The crosses you refer to at national cemeteries are grave markers for individual soldiers, which is fine, because those soldiers were christian. Stars of David mark Jewish soldiers' resting places. And so on... These markers would be expressions of their guaranteed individual religious liberty.
The cross in San Diego isn't a grave marker for ONE soldier, it is a marker for ALL of them, and that crosses (no pun intended) the line from individual religious liberty into breaching the establishment clause. It's a fine line, albeit strong. It is doubtful that the cross represents the religious sympathies of every soldier commemorated there. One size does not fit all. The cross's reach exceeds its Constitutional grasp.
It is a typical conservative talking point to say "the Constitution doesn't say anything about separation of church and state!". Well, it doesn't say anything about the "separation of powers" either, but could you argue that we don't actually have checks and balances? Does conceptual interpretation mean anything to you? Does context?

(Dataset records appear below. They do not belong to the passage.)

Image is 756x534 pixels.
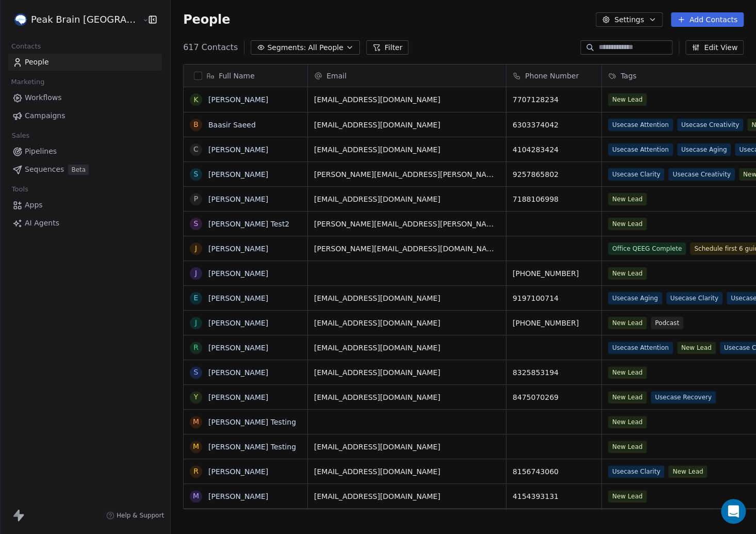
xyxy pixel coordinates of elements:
[193,491,199,502] div: M
[314,120,500,130] span: [EMAIL_ADDRESS][DOMAIN_NAME]
[25,56,49,68] span: People
[106,511,164,520] a: Help & Support
[513,169,596,179] span: 9257865802
[669,168,735,181] span: Usecase Creativity
[194,194,198,204] div: P
[209,245,268,253] a: [PERSON_NAME]
[209,418,296,426] a: [PERSON_NAME] Testing
[366,40,409,55] button: Filter
[513,145,596,155] span: 4104283424
[209,294,268,302] a: [PERSON_NAME]
[314,368,500,377] span: [EMAIL_ADDRESS][DOMAIN_NAME]
[327,71,346,81] span: Email
[195,317,197,328] div: J
[608,490,647,502] span: New Lead
[608,218,647,230] span: New Lead
[678,342,716,354] span: New Lead
[608,243,686,255] span: Office QEEG Complete
[314,293,500,304] span: [EMAIL_ADDRESS][DOMAIN_NAME]
[513,94,596,105] span: 7707128234
[507,65,602,87] div: Phone Number
[513,194,596,204] span: 7188106998
[31,13,140,26] span: Peak Brain [GEOGRAPHIC_DATA]
[183,12,230,27] span: People
[209,319,268,327] a: [PERSON_NAME]
[314,392,500,402] span: [EMAIL_ADDRESS][DOMAIN_NAME]
[194,218,199,229] div: S
[209,368,268,377] a: [PERSON_NAME]
[8,128,34,143] span: Sales
[183,41,238,53] span: 617 Contacts
[193,441,199,452] div: M
[721,499,746,523] div: Open Intercom Messenger
[8,53,162,71] a: People
[608,317,647,329] span: New Lead
[513,368,596,377] span: 8325853194
[195,268,197,279] div: J
[314,145,500,155] span: [EMAIL_ADDRESS][DOMAIN_NAME]
[194,144,199,155] div: C
[608,441,647,453] span: New Lead
[513,466,596,477] span: 8156743060
[8,143,162,160] a: Pipelines
[194,392,199,402] div: Y
[314,94,500,105] span: [EMAIL_ADDRESS][DOMAIN_NAME]
[651,391,716,404] span: Usecase Recovery
[314,318,500,328] span: [EMAIL_ADDRESS][DOMAIN_NAME]
[513,120,596,130] span: 6303374042
[608,465,664,478] span: Usecase Clarity
[194,119,199,130] div: B
[209,493,268,501] a: [PERSON_NAME]
[218,71,255,81] span: Full Name
[194,342,199,353] div: R
[12,11,135,29] button: Peak Brain [GEOGRAPHIC_DATA]
[209,443,296,451] a: [PERSON_NAME] Testing
[608,193,647,206] span: New Lead
[14,14,27,26] img: Peak%20Brain%20Logo.png
[8,215,162,232] a: AI Agents
[25,200,43,211] span: Apps
[513,491,596,502] span: 4154393131
[7,75,49,90] span: Marketing
[209,343,268,352] a: [PERSON_NAME]
[194,94,198,105] div: k
[678,143,731,156] span: Usecase Aging
[608,168,664,181] span: Usecase Clarity
[25,164,64,175] span: Sequences
[314,441,500,452] span: [EMAIL_ADDRESS][DOMAIN_NAME]
[314,491,500,502] span: [EMAIL_ADDRESS][DOMAIN_NAME]
[513,293,596,304] span: 9197100714
[68,165,89,175] span: Beta
[669,465,707,478] span: New Lead
[620,71,636,81] span: Tags
[8,108,162,124] a: Campaigns
[608,93,647,105] span: New Lead
[513,392,596,402] span: 8475070269
[209,220,289,228] a: [PERSON_NAME] Test2
[8,197,162,214] a: Apps
[193,417,199,427] div: M
[314,218,500,229] span: [PERSON_NAME][EMAIL_ADDRESS][PERSON_NAME][DOMAIN_NAME]
[608,342,673,354] span: Usecase Attention
[25,93,62,103] span: Workflows
[314,243,500,254] span: [PERSON_NAME][EMAIL_ADDRESS][DOMAIN_NAME]
[608,391,647,404] span: New Lead
[513,318,596,328] span: [PHONE_NUMBER]
[308,42,343,53] span: All People
[194,169,199,179] div: S
[8,182,32,197] span: Tools
[209,170,268,179] a: [PERSON_NAME]
[209,393,268,401] a: [PERSON_NAME]
[314,343,500,353] span: [EMAIL_ADDRESS][DOMAIN_NAME]
[7,38,45,54] span: Contacts
[608,267,647,279] span: New Lead
[117,511,164,520] span: Help & Support
[194,466,199,477] div: R
[608,366,647,379] span: New Lead
[671,12,744,27] button: Add Contacts
[651,317,684,329] span: Podcast
[666,292,723,304] span: Usecase Clarity
[608,119,673,131] span: Usecase Attention
[608,416,647,429] span: New Lead
[685,40,744,55] button: Edit View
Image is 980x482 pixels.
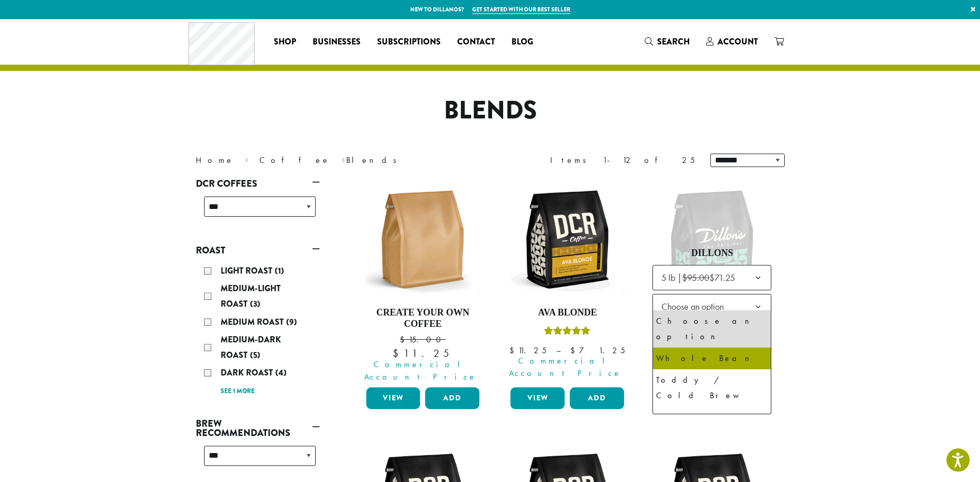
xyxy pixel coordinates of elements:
span: Light Roast [220,264,275,276]
span: 5 lb | $95.00 $71.25 [653,265,772,291]
h4: Create Your Own Coffee [364,307,483,329]
img: DCR-12oz-Ava-Blonde-Stock-scaled.png [508,180,627,299]
a: Get started with our best seller [472,5,570,14]
div: Rated 5.00 out of 5 [544,324,591,340]
span: Commercial Account Price [360,358,483,383]
div: Brew Recommendations [196,441,320,478]
span: 5 lb | $95.00 $71.25 [658,268,745,288]
bdi: 71.25 [570,345,625,356]
span: Account [718,36,758,47]
span: Choose an option [653,294,772,320]
a: Create Your Own Coffee $15.00 Commercial Account Price [364,180,483,383]
bdi: 11.25 [510,345,547,356]
div: Roast [196,259,320,402]
del: $95.00 [682,272,710,284]
bdi: 11.25 [393,346,453,360]
span: (9) [287,316,297,328]
span: $ [393,346,403,360]
span: Dark Roast [220,366,276,379]
span: Medium Roast [220,316,287,328]
span: › [341,150,345,166]
span: Blog [512,36,533,49]
span: Businesses [313,36,361,49]
a: Ava BlondeRated 5.00 out of 5 Commercial Account Price [508,180,627,383]
a: Roast [196,241,320,259]
span: $ [570,345,579,356]
div: DCR Coffees [196,192,320,229]
span: › [245,150,249,166]
div: Toddy / Cold Brew [656,372,768,403]
span: Contact [458,36,495,49]
a: Brew Recommendations [196,414,320,441]
span: (5) [250,349,260,361]
span: Shop [274,36,296,49]
span: Medium-Dark Roast [220,333,281,361]
h4: Ava Blonde [508,307,627,318]
span: $ [510,345,518,356]
span: – [556,345,561,356]
a: Shop [266,34,304,50]
a: View [366,387,420,409]
a: Rated 5.00 out of 5 [653,180,772,417]
span: Commercial Account Price [504,355,627,379]
bdi: 15.00 [400,334,446,345]
div: Items 1-12 of 25 [550,154,695,166]
button: Add [425,387,480,409]
button: Add [570,387,624,409]
span: (1) [275,264,285,276]
a: Search [637,33,698,50]
span: Medium-Light Roast [220,282,280,310]
li: Choose an option [653,310,771,347]
h1: Blends [188,95,793,126]
img: 12oz-Label-Free-Bag-KRAFT-e1707417954251.png [364,180,482,299]
span: Search [658,36,690,47]
span: (3) [250,297,260,310]
a: View [510,387,565,409]
span: 5 lb | $71.25 [662,272,735,284]
nav: Breadcrumb [196,154,475,166]
span: (4) [276,366,287,379]
span: Choose an option [658,297,734,317]
div: French Press [656,410,768,440]
span: $ [400,334,409,345]
a: DCR Coffees [196,174,320,192]
span: Subscriptions [377,36,441,49]
a: Coffee [260,155,330,166]
h4: Dillons [653,247,772,259]
div: Whole Bean [656,350,768,366]
a: Home [196,155,234,166]
a: See 1 more [220,386,255,396]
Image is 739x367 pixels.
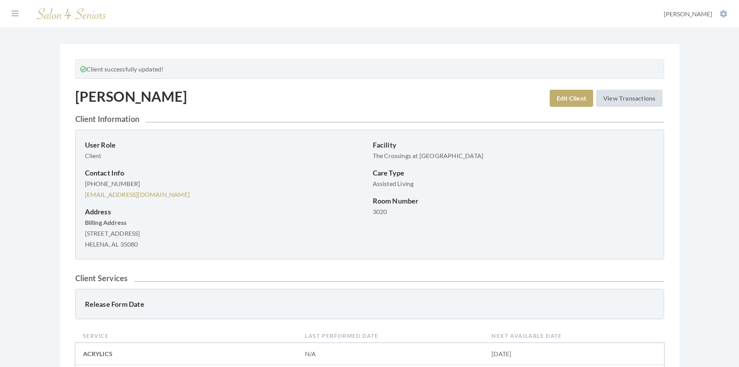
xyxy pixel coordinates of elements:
[85,206,367,217] p: Address
[662,10,730,18] button: [PERSON_NAME]
[597,90,663,107] a: View Transactions
[484,343,664,365] td: [DATE]
[85,191,190,198] a: [EMAIL_ADDRESS][DOMAIN_NAME]
[373,178,655,189] p: Assisted Living
[85,139,367,150] p: User Role
[85,150,367,161] p: Client
[297,343,484,365] td: N/A
[484,328,664,343] th: Next Available Date
[373,150,655,161] p: The Crossings at [GEOGRAPHIC_DATA]
[664,10,713,17] span: [PERSON_NAME]
[373,167,655,178] p: Care Type
[75,88,187,105] h1: [PERSON_NAME]
[373,195,655,206] p: Room Number
[33,5,110,23] img: Salon 4 Seniors
[85,180,141,187] span: [PHONE_NUMBER]
[75,114,665,123] h2: Client Information
[85,299,367,309] p: Release Form Date
[75,328,298,343] th: Service
[75,273,665,283] h2: Client Services
[75,343,298,365] td: ACRYLICS
[85,217,367,250] p: [STREET_ADDRESS] HELENA, AL 35080
[85,167,367,178] p: Contact Info
[373,139,655,150] p: Facility
[85,219,127,226] strong: Billing Address
[75,59,665,79] div: Client successfully updated!
[297,328,484,343] th: Last Performed Date
[373,206,655,217] p: 3020
[550,90,594,107] a: Edit Client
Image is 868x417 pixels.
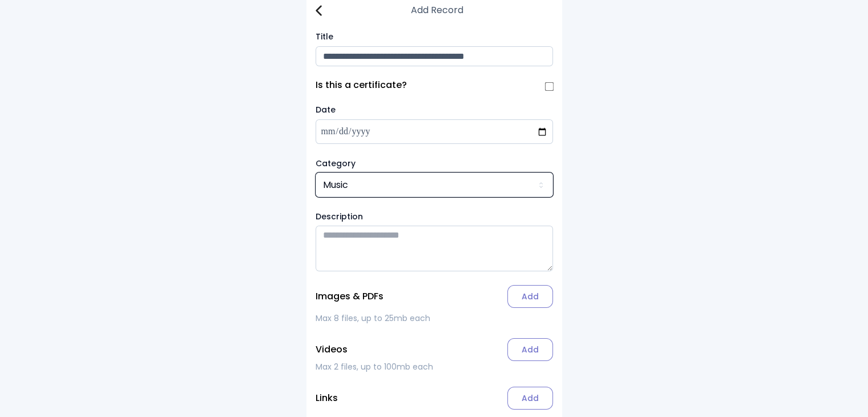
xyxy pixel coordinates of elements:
label: Add [507,338,553,361]
label: Add [507,285,553,308]
label: Category [316,157,553,169]
div: Add [507,386,553,410]
p: Videos [316,345,348,354]
h3: Add Record [411,3,463,17]
label: Description [316,211,553,223]
p: Images & PDFs [316,292,384,301]
p: Links [316,394,338,403]
span: Max 2 files, up to 100mb each [316,361,434,372]
span: Max 8 files, up to 25mb each [316,313,430,324]
label: Is this a certificate? [316,80,407,90]
label: Date [316,104,336,116]
label: Title [316,31,553,43]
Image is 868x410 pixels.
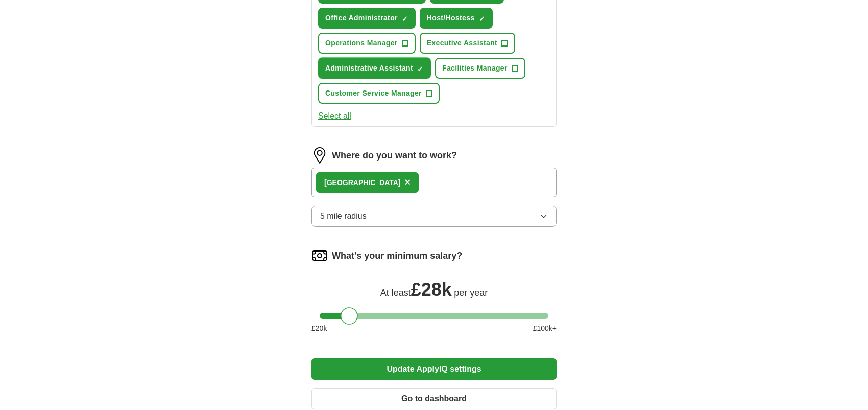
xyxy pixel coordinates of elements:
[454,287,488,298] span: per year
[411,279,452,300] span: £ 28k
[479,15,485,23] span: ✓
[318,110,351,122] button: Select all
[401,15,408,23] span: ✓
[311,387,556,409] button: Go to dashboard
[427,13,475,23] span: Host/Hostess
[427,38,497,49] span: Executive Assistant
[419,8,492,29] button: Host/Hostess✓
[311,147,328,163] img: location.png
[405,175,411,190] button: ×
[318,83,440,104] button: Customer Service Manager
[311,205,556,227] button: 5 mile radius
[331,249,462,263] label: What's your minimum salary?
[325,13,398,23] span: Office Administrator
[331,149,457,162] label: Where do you want to work?
[435,58,525,79] button: Facilities Manager
[442,63,507,74] span: Facilities Manager
[318,8,416,29] button: Office Administrator✓
[311,358,556,380] button: Update ApplyIQ settings
[318,58,431,79] button: Administrative Assistant✓
[380,287,411,298] span: At least
[325,63,413,74] span: Administrative Assistant
[325,88,422,99] span: Customer Service Manager
[320,210,367,222] span: 5 mile radius
[405,176,411,187] span: ×
[324,178,401,188] div: [GEOGRAPHIC_DATA]
[417,65,423,73] span: ✓
[419,32,515,53] button: Executive Assistant
[311,248,328,263] img: salary.png
[311,323,327,333] span: £ 20 k
[533,323,556,333] span: £ 100 k+
[318,32,416,53] button: Operations Manager
[325,38,398,49] span: Operations Manager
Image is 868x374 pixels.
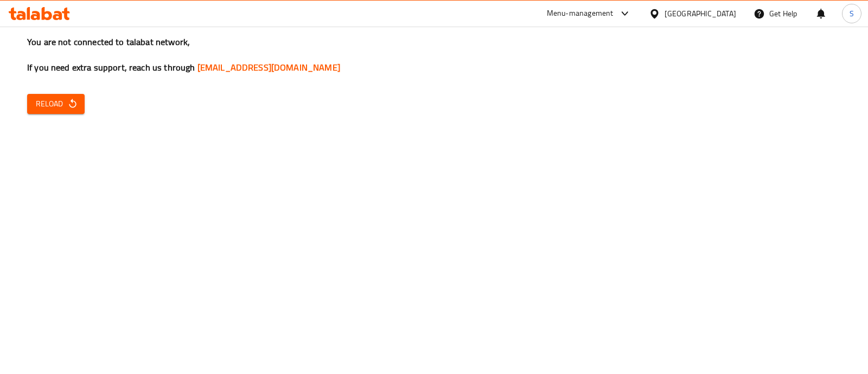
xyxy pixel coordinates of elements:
[28,36,841,74] h3: You are not connected to talabat network, If you need extra support, reach us through
[28,94,84,113] button: Reload
[198,59,341,76] a: [EMAIL_ADDRESS][DOMAIN_NAME]
[547,7,613,20] div: Menu-management
[36,97,76,111] span: Reload
[665,8,736,20] div: [GEOGRAPHIC_DATA]
[850,8,854,20] span: S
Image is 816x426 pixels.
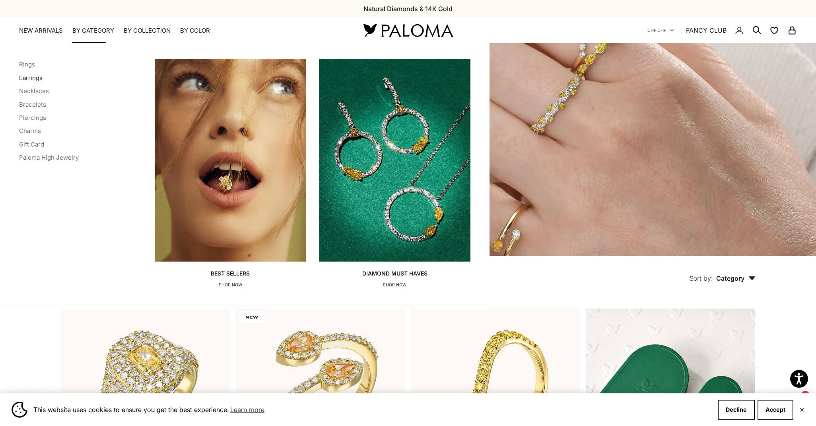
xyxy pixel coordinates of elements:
summary: By Category [72,27,114,35]
a: Learn more [229,403,266,415]
button: Accept [758,399,794,419]
a: Rings [19,60,35,68]
a: NEW ARRIVALS [19,27,63,35]
button: Decline [718,399,755,419]
a: Paloma High Jewelry [19,154,79,161]
button: Close [800,407,805,412]
button: CHF CHF [648,27,674,34]
span: NEW [239,311,264,323]
p: Natural Diamonds & 14K Gold [364,4,453,14]
a: Piercings [19,114,46,121]
p: SHOP NOW [211,281,250,289]
p: Diamond Must Haves [362,269,428,277]
a: Diamond Must HavesSHOP NOW [319,59,471,288]
button: Sort by: Category [671,256,774,289]
span: Category [716,274,756,282]
p: SHOP NOW [362,281,428,289]
span: Sort by: [690,274,713,282]
summary: By Collection [124,27,171,35]
a: Earrings [19,74,43,82]
span: CHF CHF [648,27,666,34]
summary: By Color [180,27,210,35]
a: Necklaces [19,87,49,95]
a: Best SellersSHOP NOW [155,59,306,288]
a: Bracelets [19,101,46,108]
a: FANCY CLUB [686,25,727,35]
nav: Primary navigation [19,27,344,35]
a: Charms [19,127,41,134]
p: Best Sellers [211,269,250,277]
a: Gift Card [19,140,44,148]
nav: Secondary navigation [648,18,797,43]
span: This website uses cookies to ensure you get the best experience. [33,403,712,415]
img: Cookie banner [12,401,27,417]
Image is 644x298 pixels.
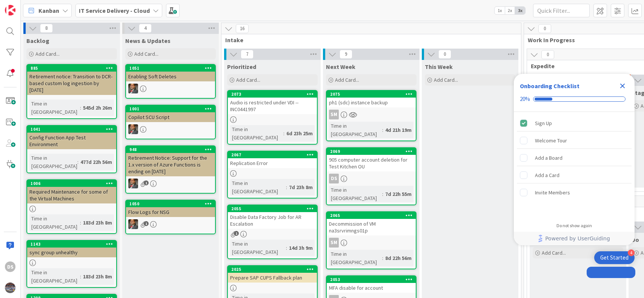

Pat Robertson and Jerry Falwell are among the biggest proponents of the lie that there is no wall of separation. That is because the wall is the barrier preventing them from achieving what they desire: The establishment of ultraconservative fundamentalist jihad-style christianity as THE state religion. I have followed Pat Robertson's career for years, (which was aided greatly by being his neighbor in Virginia Beach for a very long time - we even voted in the same precinct). I know what a dangerous sonofabitch he is, and I view ANYONE who denies the wall of separation between church and state with more than casual suspicion.